Behind the Painting: Kickapoo Caverns Shed

In Kinney County, Texas, you cannot go much further west without being in Coahuila, Mexico. The Kickapoo Caverns State Park is a good look at what the landscape is like where the Edwards Plateau gives up and creeps off into the Rio Grande.  It’s a scrubby, unforgiving environment for man, beast and vehicles.  It’s also the perfect place to paint provided you bring enough earth tones, a hat and a tough pair of pants.  

The settlers found this region was no good for large scale cattle ranching, with too much cactus and not enough water. The great buffalo herds, which were the Walmart of the Native American plains tribes, ranged  further north. The Spaniards and later the Mexicans passed through the area, usually as fast as they could. The rich Eagleford Shale formation just misses it. What money was made off the land came from Angora goats wool and bat guano.  This part of the state is not what you would call “unspoiled”. But because of the desolation, you can find a lot of beauty.
 
I painted this little 8 x 10 landscape at the state park in the afternoon on a very cold day.  The red shed was adjacent to a windmill, which I lacked the skill to paint convincingly on location. Doing plein air, you have to know your limits.  I used my new pochade box, more portable than the French easel, and a 9 color pallet. A near-blind pair of armadillos nosed around my feet at one point, hunting for bugs. Kickapoo Caverns is their kind of place.

You can see the full painting here and other Texas paintings in my gallery.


WORK REQUIRED. Say, as a bare number, how many lines of the listing hold "arrow".

......

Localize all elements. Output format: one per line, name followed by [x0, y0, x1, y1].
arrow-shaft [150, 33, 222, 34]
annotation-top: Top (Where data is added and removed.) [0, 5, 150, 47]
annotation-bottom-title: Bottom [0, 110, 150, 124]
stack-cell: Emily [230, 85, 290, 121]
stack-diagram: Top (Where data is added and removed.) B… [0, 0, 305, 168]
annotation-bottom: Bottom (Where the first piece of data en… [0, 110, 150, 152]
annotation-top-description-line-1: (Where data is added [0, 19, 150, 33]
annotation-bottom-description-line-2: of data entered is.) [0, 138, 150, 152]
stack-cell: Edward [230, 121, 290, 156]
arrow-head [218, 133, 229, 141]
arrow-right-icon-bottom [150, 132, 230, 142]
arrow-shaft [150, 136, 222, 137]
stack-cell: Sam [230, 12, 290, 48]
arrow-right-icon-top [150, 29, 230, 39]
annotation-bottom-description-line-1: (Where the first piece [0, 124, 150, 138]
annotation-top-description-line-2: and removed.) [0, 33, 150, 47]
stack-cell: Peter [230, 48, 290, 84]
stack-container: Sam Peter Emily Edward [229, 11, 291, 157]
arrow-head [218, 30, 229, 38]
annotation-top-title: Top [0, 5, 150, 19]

......

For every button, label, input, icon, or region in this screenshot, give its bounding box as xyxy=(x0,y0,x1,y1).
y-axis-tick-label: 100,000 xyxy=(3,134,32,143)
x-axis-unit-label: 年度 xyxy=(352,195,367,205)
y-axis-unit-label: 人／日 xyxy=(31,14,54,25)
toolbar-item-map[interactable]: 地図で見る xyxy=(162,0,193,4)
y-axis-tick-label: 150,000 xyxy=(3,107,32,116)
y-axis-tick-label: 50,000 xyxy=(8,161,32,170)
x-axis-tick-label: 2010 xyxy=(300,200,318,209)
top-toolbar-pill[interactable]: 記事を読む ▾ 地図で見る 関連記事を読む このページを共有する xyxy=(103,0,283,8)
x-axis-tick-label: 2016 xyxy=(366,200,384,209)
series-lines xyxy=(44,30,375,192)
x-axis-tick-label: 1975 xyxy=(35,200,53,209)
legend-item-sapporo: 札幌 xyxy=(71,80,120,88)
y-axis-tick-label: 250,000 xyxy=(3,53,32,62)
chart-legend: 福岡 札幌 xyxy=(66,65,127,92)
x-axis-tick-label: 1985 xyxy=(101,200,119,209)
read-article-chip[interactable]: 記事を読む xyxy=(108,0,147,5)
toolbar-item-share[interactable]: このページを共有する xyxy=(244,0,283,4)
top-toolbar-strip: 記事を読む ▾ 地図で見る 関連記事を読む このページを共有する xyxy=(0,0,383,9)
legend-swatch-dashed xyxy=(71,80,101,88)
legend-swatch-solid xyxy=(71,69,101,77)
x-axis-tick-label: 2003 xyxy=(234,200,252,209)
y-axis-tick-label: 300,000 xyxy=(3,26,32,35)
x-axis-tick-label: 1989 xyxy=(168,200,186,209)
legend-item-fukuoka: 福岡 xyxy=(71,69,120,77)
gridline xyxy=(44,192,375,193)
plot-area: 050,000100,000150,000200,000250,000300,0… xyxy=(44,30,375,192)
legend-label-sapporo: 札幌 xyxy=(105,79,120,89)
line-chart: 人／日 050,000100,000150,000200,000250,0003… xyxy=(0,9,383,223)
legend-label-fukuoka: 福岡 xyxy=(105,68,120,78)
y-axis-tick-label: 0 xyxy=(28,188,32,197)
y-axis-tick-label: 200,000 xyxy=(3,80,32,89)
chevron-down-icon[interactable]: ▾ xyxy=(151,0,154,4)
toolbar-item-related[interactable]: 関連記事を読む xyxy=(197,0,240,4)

......

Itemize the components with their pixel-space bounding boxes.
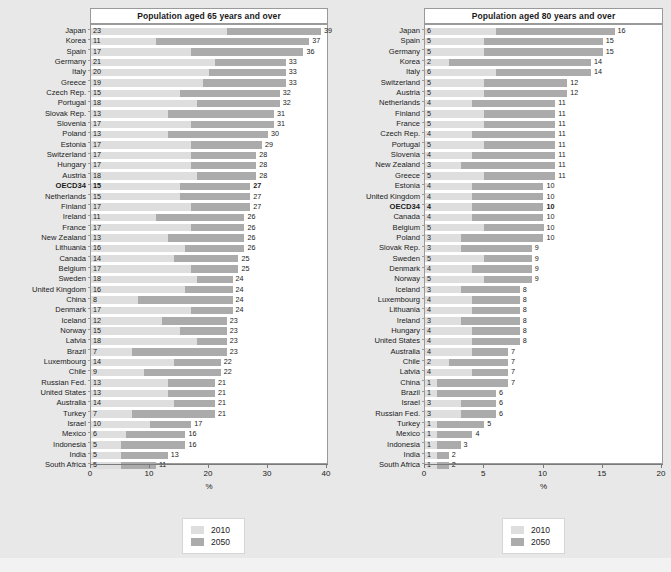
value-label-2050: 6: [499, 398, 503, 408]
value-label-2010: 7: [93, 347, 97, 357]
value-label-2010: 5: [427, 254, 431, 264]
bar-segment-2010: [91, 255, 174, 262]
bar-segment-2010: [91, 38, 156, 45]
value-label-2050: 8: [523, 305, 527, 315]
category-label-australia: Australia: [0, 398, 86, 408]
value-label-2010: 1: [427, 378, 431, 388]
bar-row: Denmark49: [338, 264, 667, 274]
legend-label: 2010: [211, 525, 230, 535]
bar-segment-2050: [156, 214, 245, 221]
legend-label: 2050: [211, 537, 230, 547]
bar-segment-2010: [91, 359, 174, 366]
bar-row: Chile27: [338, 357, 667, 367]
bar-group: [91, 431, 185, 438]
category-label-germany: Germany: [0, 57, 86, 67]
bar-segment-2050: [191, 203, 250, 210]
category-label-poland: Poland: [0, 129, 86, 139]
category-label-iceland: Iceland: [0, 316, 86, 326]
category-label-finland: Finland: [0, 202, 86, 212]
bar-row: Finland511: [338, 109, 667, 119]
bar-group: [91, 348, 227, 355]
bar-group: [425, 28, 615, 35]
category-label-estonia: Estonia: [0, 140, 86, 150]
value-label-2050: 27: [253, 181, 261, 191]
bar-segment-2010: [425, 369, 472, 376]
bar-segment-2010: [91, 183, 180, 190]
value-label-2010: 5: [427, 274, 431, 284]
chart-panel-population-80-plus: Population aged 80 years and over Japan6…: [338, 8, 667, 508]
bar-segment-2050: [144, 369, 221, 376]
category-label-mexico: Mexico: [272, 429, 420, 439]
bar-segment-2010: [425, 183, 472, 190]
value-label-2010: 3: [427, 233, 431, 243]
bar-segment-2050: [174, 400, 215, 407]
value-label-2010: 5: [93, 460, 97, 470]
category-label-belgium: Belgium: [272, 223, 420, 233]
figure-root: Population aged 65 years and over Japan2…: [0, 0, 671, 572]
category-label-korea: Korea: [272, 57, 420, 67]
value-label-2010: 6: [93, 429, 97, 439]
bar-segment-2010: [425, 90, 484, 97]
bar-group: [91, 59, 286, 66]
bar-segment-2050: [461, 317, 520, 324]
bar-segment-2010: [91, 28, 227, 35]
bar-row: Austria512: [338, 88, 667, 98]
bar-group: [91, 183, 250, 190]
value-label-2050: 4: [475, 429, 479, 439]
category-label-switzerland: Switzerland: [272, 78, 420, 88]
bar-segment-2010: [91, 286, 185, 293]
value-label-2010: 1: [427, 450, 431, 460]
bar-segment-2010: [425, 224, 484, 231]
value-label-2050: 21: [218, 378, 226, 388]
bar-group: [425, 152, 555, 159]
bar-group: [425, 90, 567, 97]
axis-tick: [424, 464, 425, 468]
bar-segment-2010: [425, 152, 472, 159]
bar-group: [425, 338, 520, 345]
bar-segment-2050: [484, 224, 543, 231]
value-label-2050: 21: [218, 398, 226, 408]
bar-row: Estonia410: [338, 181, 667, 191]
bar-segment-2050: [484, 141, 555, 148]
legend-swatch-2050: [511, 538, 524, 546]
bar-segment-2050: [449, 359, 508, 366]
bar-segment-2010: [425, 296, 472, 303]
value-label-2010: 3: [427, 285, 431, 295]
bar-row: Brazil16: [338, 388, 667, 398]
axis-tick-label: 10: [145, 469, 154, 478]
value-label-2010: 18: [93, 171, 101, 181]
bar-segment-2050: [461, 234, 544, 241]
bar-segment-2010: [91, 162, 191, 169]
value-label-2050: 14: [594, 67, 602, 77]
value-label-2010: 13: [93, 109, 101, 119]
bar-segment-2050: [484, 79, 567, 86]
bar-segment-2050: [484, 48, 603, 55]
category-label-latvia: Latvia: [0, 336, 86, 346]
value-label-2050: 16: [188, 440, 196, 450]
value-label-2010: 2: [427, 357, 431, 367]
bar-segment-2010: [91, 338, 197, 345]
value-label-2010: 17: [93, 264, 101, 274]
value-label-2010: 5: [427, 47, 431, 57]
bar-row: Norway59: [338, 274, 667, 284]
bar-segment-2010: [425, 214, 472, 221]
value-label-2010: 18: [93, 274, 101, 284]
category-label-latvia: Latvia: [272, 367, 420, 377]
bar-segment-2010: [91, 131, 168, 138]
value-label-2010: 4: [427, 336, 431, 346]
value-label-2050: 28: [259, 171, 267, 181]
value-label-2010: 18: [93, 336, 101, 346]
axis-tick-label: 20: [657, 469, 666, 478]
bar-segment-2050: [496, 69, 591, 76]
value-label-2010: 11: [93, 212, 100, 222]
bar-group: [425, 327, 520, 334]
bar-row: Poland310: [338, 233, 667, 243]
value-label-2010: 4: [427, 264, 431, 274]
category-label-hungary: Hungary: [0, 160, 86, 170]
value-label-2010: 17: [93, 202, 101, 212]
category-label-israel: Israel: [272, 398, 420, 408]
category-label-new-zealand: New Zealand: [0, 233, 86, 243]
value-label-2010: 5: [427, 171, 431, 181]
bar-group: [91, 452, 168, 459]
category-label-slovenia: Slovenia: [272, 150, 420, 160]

......

EXPECTED OUTPUT. 6